There’s so much thought and character and detail put into the designs and the surface of The Dark Crystal. It’s a goddamned shame that the actual narrative, storytelling and character-work are all so comatose. I get why Henson had screenwriter David Odell go so archetypal and simplistic. This is a movie with such a unique and fully-realised alien world that keeping the narrative itself basic and comprehensible for viewers is a necessary olive branch – for example, a refusal to play ball like that is what really sank Jupiter Ascending for anyone outside of the Wachowski Sister cult rather than anything to do with bees recognising space queens. But Odell and Henson go way too far in that direction, not only going bare-bones on plotting but also substantive characterisation, to such a degree that I found the film shockingly dull whenever I wasn’t fixated on the pure spectacle of the production. All of the creatures are interestingly designed and their physical performances suggest character, but there’s never a sense of interiority or convincing life expressed through their actions in the story. They’re all props to guide through the world which creates this disappointingly empty sensation at the movie’s centre which gets harder to ignore thanks to the godawful pacing. If the characters don’t grow or meaningfully interact and the narrative spends 90% of the runtime with the handbrake on, a creeping sensation of boredom and emptiness starts to permeate proceedings.

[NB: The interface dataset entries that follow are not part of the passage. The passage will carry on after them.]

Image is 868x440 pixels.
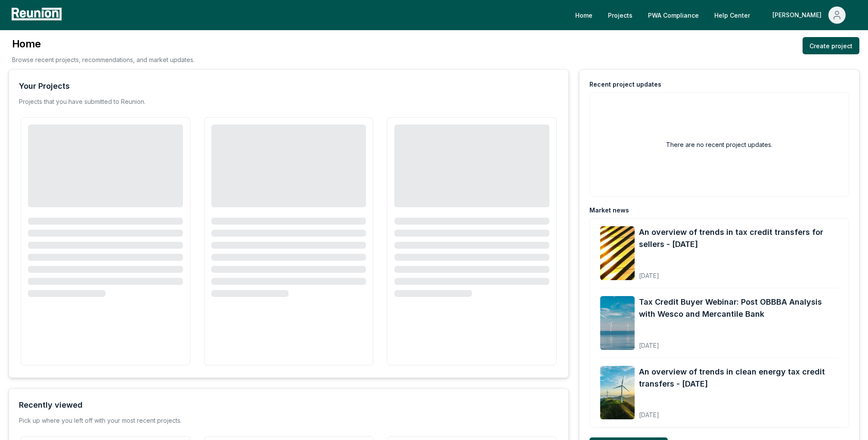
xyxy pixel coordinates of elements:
a: An overview of trends in tax credit transfers for sellers - [DATE] [639,227,838,250]
h2: There are no recent project updates. [666,140,773,149]
nav: Main [569,7,859,24]
div: [DATE] [639,335,838,350]
div: [PERSON_NAME] [773,7,825,24]
div: Recently viewed [19,399,83,411]
div: [DATE] [639,404,838,420]
img: An overview of trends in clean energy tax credit transfers - August 2025 [600,366,634,420]
img: An overview of trends in tax credit transfers for sellers - September 2025 [600,227,634,280]
a: An overview of trends in clean energy tax credit transfers - [DATE] [639,366,838,390]
div: Recent project updates [590,80,661,89]
a: Create project [803,37,859,54]
a: Projects [601,7,640,24]
p: Browse recent projects, recommendations, and market updates. [12,55,195,64]
h3: Home [12,37,195,51]
p: Projects that you have submitted to Reunion. [19,97,145,106]
a: Home [569,7,600,24]
a: Help Center [707,7,757,24]
img: Tax Credit Buyer Webinar: Post OBBBA Analysis with Wesco and Mercantile Bank [600,296,634,350]
div: Pick up where you left off with your most recent projects. [19,416,182,425]
div: Your Projects [19,80,70,92]
a: PWA Compliance [641,7,705,24]
button: [PERSON_NAME] [765,7,853,24]
div: [DATE] [639,265,838,280]
a: Tax Credit Buyer Webinar: Post OBBBA Analysis with Wesco and Mercantile Bank [639,296,838,320]
div: Market news [590,206,629,215]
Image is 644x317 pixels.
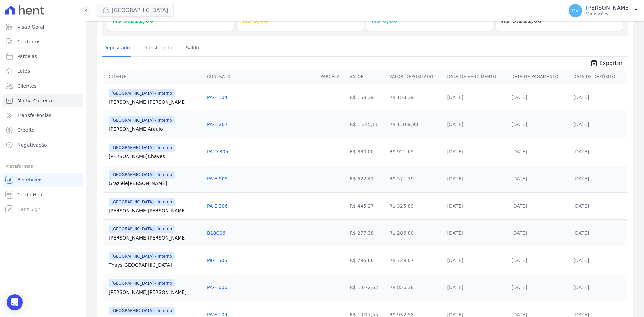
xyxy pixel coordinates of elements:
[448,176,463,181] a: [DATE]
[448,149,463,154] a: [DATE]
[3,64,83,78] a: Lotes
[573,149,589,154] a: [DATE]
[387,83,445,110] td: R$ 158,39
[573,94,589,100] a: [DATE]
[387,192,445,219] td: R$ 325,89
[387,246,445,274] td: R$ 729,07
[3,188,83,201] a: Conta Hent
[573,258,589,263] a: [DATE]
[3,50,83,63] a: Parcelas
[109,307,174,314] span: [GEOGRAPHIC_DATA] - Interno
[207,149,228,154] a: PA-D 305
[346,219,387,246] td: R$ 277,38
[109,289,201,295] a: [PERSON_NAME][PERSON_NAME]
[448,230,463,236] a: [DATE]
[109,207,201,214] a: [PERSON_NAME][PERSON_NAME]
[511,121,527,127] a: [DATE]
[387,138,445,165] td: R$ 921,65
[599,59,622,67] span: Exportar
[387,274,445,301] td: R$ 856,38
[18,83,36,89] span: Clientes
[346,246,387,274] td: R$ 795,66
[508,70,571,83] th: Data de Pagamento
[3,35,83,48] a: Contratos
[3,79,83,93] a: Clientes
[109,225,174,233] span: [GEOGRAPHIC_DATA] - Interno
[448,121,463,127] a: [DATE]
[7,294,23,310] div: Open Intercom Messenger
[109,143,174,152] span: [GEOGRAPHIC_DATA] - Interno
[387,165,445,192] td: R$ 571,19
[109,89,174,97] span: [GEOGRAPHIC_DATA] - Interno
[448,203,463,208] a: [DATE]
[346,165,387,192] td: R$ 622,41
[204,70,318,83] th: Contrato
[185,40,201,57] a: Saldo
[572,8,578,13] span: DV
[511,258,527,263] a: [DATE]
[571,70,626,83] th: Data de Depósito
[207,230,225,236] a: B18C06
[109,126,201,132] a: [PERSON_NAME]Araujo
[573,230,589,236] a: [DATE]
[584,59,628,69] a: unarchive Exportar
[346,192,387,219] td: R$ 445,27
[573,176,589,181] a: [DATE]
[387,110,445,138] td: R$ 1.169,98
[18,142,47,148] span: Negativação
[448,258,463,263] a: [DATE]
[207,94,228,100] a: PA-F 104
[346,70,387,83] th: Valor
[109,99,201,105] a: [PERSON_NAME][PERSON_NAME]
[207,176,228,181] a: PA-E 505
[573,285,589,290] a: [DATE]
[207,258,228,263] a: Pa-F 505
[346,274,387,301] td: R$ 1.072,62
[18,97,52,104] span: Minha Carteira
[387,70,445,83] th: Valor Depositado
[3,109,83,122] a: Transferências
[448,94,463,100] a: [DATE]
[318,70,346,83] th: Parcela
[207,203,228,208] a: PA-E 306
[448,285,463,290] a: [DATE]
[511,94,527,100] a: [DATE]
[109,180,201,187] a: Graziele[PERSON_NAME]
[207,121,228,127] a: PA-E 207
[18,112,51,119] span: Transferências
[104,70,204,83] th: Cliente
[109,261,201,268] a: Thays[GEOGRAPHIC_DATA]
[3,20,83,34] a: Visão Geral
[563,2,644,20] button: DV [PERSON_NAME] Ver opções
[102,40,131,57] a: Depositado
[18,176,43,183] span: Recebíveis
[590,59,598,67] i: unarchive
[3,173,83,186] a: Recebíveis
[109,116,174,125] span: [GEOGRAPHIC_DATA] - Interno
[5,163,80,170] div: Plataformas
[18,24,45,30] span: Visão Geral
[109,153,201,159] a: [PERSON_NAME]Chaves
[511,230,527,236] a: [DATE]
[3,94,83,107] a: Minha Carteira
[511,176,527,181] a: [DATE]
[109,252,174,261] span: [GEOGRAPHIC_DATA] - Interno
[387,219,445,246] td: R$ 286,80
[3,123,83,137] a: Crédito
[511,203,527,208] a: [DATE]
[109,170,174,179] span: [GEOGRAPHIC_DATA] - Interno
[109,234,201,241] a: [PERSON_NAME][PERSON_NAME]
[97,4,174,17] button: [GEOGRAPHIC_DATA]
[142,40,174,57] a: Transferindo
[573,121,589,127] a: [DATE]
[511,149,527,154] a: [DATE]
[586,5,631,12] p: [PERSON_NAME]
[346,110,387,138] td: R$ 1.345,11
[511,285,527,290] a: [DATE]
[3,138,83,152] a: Negativação
[445,70,509,83] th: Data de Vencimento
[18,38,40,45] span: Contratos
[109,198,174,206] span: [GEOGRAPHIC_DATA] - Interno
[586,12,631,17] p: Ver opções
[18,53,37,60] span: Parcelas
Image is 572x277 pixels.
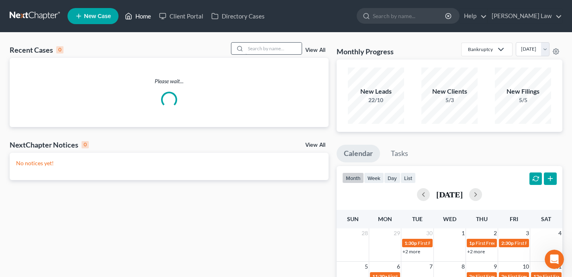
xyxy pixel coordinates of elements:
h2: [DATE] [436,190,463,198]
button: Gif picker [38,215,45,222]
a: Help [460,9,487,23]
span: 10 [522,262,530,271]
a: Calendar [337,145,380,162]
span: Mon [378,215,392,222]
span: 1 [461,228,466,238]
div: [PERSON_NAME] am following you to the point where the creditor matrix is downloaded. Once downloa... [29,173,154,214]
div: Shane says… [6,173,154,220]
span: 8 [461,262,466,271]
a: [PERSON_NAME] Law [488,9,562,23]
h1: Operator [39,4,67,10]
h3: Monthly Progress [337,47,394,56]
button: Home [126,3,141,18]
button: list [401,172,416,183]
button: day [384,172,401,183]
span: 1p [469,240,475,246]
div: Recent Cases [10,45,63,55]
p: The team can also help [39,10,100,18]
span: 7 [429,262,433,271]
button: go back [5,3,20,18]
div: Shane says… [6,155,154,173]
div: Bankruptcy [468,46,493,53]
div: New Clients [421,87,478,96]
span: 30 [425,228,433,238]
a: +2 more [403,248,420,254]
span: Sun [347,215,359,222]
button: month [342,172,364,183]
span: 9 [493,262,498,271]
p: Please wait... [10,77,329,85]
span: Fri [510,215,518,222]
button: Send a message… [138,212,151,225]
div: New Filings [495,87,551,96]
div: 5/3 [421,96,478,104]
span: 6 [396,262,401,271]
a: Home [121,9,155,23]
span: 1:30p [405,240,417,246]
span: Wed [443,215,456,222]
div: New Leads [348,87,404,96]
div: Hi [PERSON_NAME]! You will just want to download the Creditor Matrix txt file from the download a... [6,48,132,148]
button: Emoji picker [25,215,32,222]
a: View All [305,142,325,148]
span: 4 [558,228,562,238]
img: Profile image for Operator [23,4,36,17]
div: 22/10 [348,96,404,104]
div: Thank you. [117,159,148,168]
div: James says… [6,48,154,155]
div: You'll then go into the actual claim entry within your case, delete the section that shows the sp... [13,104,125,143]
input: Search by name... [373,8,446,23]
div: [PERSON_NAME] am following you to the point where the creditor matrix is downloaded. Once downloa... [35,178,148,209]
span: 5 [364,262,369,271]
div: Thank you. [110,155,154,172]
a: Directory Cases [207,9,269,23]
input: Search by name... [245,43,302,54]
button: week [364,172,384,183]
a: View All [305,47,325,53]
span: 3 [525,228,530,238]
iframe: Intercom live chat [545,249,564,269]
a: Client Portal [155,9,207,23]
div: 0 [82,141,89,148]
div: NextChapter Notices [10,140,89,149]
div: 5/5 [495,96,551,104]
span: 2:30p [501,240,514,246]
div: 0 [56,46,63,53]
button: Upload attachment [12,215,19,222]
span: Thu [476,215,488,222]
a: Tasks [384,145,415,162]
button: Start recording [51,215,57,222]
span: New Case [84,13,111,19]
p: No notices yet! [16,159,322,167]
textarea: Message… [7,198,154,212]
span: Tue [412,215,423,222]
span: 29 [393,228,401,238]
div: Close [141,3,155,18]
span: 2 [493,228,498,238]
span: Sat [541,215,551,222]
div: Hi [PERSON_NAME]! You will just want to download the Creditor Matrix txt file from the download a... [13,53,125,100]
a: +2 more [467,248,485,254]
span: 28 [361,228,369,238]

Again, some of this is by intentional design, but it made the experience of watching Dark Crystal one of a gradually encroaching disappointment that the admittedly astonishing effects work and designs were the only things going on here. From what I hear, that Netflix prequel series is what I really want so maybe I’ll check it out at some point but, yeah, Dark Crystal is no Labyrinth, I’ll say that.
Callie Petch always winds up in second place.